Pemberton unveils new Biodiversity monitoring tool, a sensor-agnostic methodology to handle big data in nature

Business Europe Technology

Pemberton, a female founded nature positive AI start-up, today announces it has secured funding for an e800,000, 18-month project to demonstrate a new mathematical model based on fractals, the Duckworth Lewis Method and the complex interactions between large multidimensional datasets that hold information on our planet.

The project is being co-funded by the European Space Agency under ARTES 4.0 Business Applications – Space Solutions. University College London is supporting the publication of a number of journal articles to present the model formally.

The model extends beyond black box theory to unlock total control and transparency across scale or resolution. This approach includes a system of signal processing based on predictive algorithms for animal communication.

Ordnance Survey and Sainsbury’s are working closely with Pemberton to demonstrate mapping products and incorporate Pemberton’s biodiversity monitoring system into sustainability development outcomes. This is being done with the help of landowners across the UK to ground-truth the model with extensive ecological surveys. The model has been built to maximise transparency across sensor systems, field surveys, climate metrics and scientific research to truly understand nature over space and time.

This breakthrough in automated data processing is likely to have applications beyond the environmental sector. The current model leverages geospatial data, remote sensors, field surveys, and a selection of open-source climate monitoring resources.

It has already been tested in terrestrial habitats during a project funded by the European Union, which was later awarded as the Best Feasibility study by the with the European Space Agency for 2022.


> _Directions for this task_
The expected output is the full set of entries, retyped verbatim, pictures excluded.

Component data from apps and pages

--------------------------------------------------

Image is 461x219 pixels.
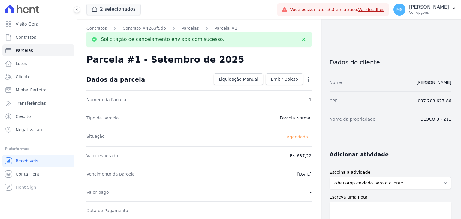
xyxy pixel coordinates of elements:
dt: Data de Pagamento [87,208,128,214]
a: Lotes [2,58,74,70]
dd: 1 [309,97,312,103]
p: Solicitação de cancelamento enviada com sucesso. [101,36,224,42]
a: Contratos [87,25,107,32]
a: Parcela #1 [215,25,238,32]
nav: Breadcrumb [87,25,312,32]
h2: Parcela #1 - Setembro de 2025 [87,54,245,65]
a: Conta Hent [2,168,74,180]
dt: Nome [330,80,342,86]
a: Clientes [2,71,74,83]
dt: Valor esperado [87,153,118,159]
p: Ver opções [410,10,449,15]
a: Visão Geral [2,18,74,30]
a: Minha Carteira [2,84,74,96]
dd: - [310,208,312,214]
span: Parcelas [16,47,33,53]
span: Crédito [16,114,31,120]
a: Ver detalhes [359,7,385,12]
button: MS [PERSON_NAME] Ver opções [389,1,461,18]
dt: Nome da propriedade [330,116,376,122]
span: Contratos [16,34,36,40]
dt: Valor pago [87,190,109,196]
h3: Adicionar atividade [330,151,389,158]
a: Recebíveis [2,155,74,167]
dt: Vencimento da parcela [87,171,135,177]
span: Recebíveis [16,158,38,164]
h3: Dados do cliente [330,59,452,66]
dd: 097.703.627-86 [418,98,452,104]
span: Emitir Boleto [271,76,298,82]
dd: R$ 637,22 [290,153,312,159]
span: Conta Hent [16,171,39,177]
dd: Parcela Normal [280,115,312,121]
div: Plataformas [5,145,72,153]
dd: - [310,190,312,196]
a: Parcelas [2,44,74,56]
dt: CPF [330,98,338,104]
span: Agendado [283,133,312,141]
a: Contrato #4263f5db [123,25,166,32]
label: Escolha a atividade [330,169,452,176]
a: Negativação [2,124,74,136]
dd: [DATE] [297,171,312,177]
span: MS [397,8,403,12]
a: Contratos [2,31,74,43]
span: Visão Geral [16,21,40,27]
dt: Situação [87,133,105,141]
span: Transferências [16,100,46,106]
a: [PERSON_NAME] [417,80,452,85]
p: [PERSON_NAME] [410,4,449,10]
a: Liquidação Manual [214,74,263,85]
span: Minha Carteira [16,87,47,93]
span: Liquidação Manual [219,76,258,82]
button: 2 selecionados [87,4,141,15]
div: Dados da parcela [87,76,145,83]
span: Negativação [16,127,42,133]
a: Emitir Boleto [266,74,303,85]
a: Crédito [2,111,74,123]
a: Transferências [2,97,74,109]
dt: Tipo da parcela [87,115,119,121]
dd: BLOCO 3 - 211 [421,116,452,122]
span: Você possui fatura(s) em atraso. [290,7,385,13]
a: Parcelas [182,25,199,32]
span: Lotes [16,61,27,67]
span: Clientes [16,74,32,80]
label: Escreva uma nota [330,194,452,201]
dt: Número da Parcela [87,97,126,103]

--------------------------------------------------

> _Exercise solution_
Image is 461x219 pixels.
xyxy pixel coordinates of elements:
dt: Data de Pagamento [87,208,128,214]
a: Lotes [2,58,74,70]
dd: 1 [309,97,312,103]
p: Solicitação de cancelamento enviada com sucesso. [101,36,224,42]
a: Contratos [87,25,107,32]
a: Parcela #1 [215,25,238,32]
nav: Breadcrumb [87,25,312,32]
h2: Parcela #1 - Setembro de 2025 [87,54,245,65]
a: Conta Hent [2,168,74,180]
dt: Nome [330,80,342,86]
a: Clientes [2,71,74,83]
dt: Valor esperado [87,153,118,159]
p: Ver opções [410,10,449,15]
a: Visão Geral [2,18,74,30]
a: Minha Carteira [2,84,74,96]
dd: - [310,208,312,214]
span: Parcelas [16,47,33,53]
span: Crédito [16,114,31,120]
a: Ver detalhes [359,7,385,12]
button: MS [PERSON_NAME] Ver opções [389,1,461,18]
dt: Nome da propriedade [330,116,376,122]
span: Contratos [16,34,36,40]
dt: Valor pago [87,190,109,196]
h3: Adicionar atividade [330,151,389,158]
a: Recebíveis [2,155,74,167]
dt: Vencimento da parcela [87,171,135,177]
span: Recebíveis [16,158,38,164]
h3: Dados do cliente [330,59,452,66]
dd: 097.703.627-86 [418,98,452,104]
span: Emitir Boleto [271,76,298,82]
dd: R$ 637,22 [290,153,312,159]
span: Conta Hent [16,171,39,177]
dd: Parcela Normal [280,115,312,121]
div: Plataformas [5,145,72,153]
dd: - [310,190,312,196]
a: Parcelas [2,44,74,56]
dt: CPF [330,98,338,104]
span: Agendado [283,133,312,141]
a: Contrato #4263f5db [123,25,166,32]
label: Escolha a atividade [330,169,452,176]
a: Negativação [2,124,74,136]
dd: [DATE] [297,171,312,177]
span: MS [397,8,403,12]
a: Contratos [2,31,74,43]
span: Visão Geral [16,21,40,27]
dt: Situação [87,133,105,141]
span: Transferências [16,100,46,106]
a: [PERSON_NAME] [417,80,452,85]
p: [PERSON_NAME] [410,4,449,10]
a: Liquidação Manual [214,74,263,85]
span: Minha Carteira [16,87,47,93]
span: Liquidação Manual [219,76,258,82]
button: 2 selecionados [87,4,141,15]
div: Dados da parcela [87,76,145,83]
span: Negativação [16,127,42,133]
a: Emitir Boleto [266,74,303,85]
a: Crédito [2,111,74,123]
a: Transferências [2,97,74,109]
dt: Tipo da parcela [87,115,119,121]
dd: BLOCO 3 - 211 [421,116,452,122]
span: Você possui fatura(s) em atraso. [290,7,385,13]
a: Parcelas [182,25,199,32]
span: Lotes [16,61,27,67]
span: Clientes [16,74,32,80]
label: Escreva uma nota [330,194,452,201]
dt: Número da Parcela [87,97,126,103]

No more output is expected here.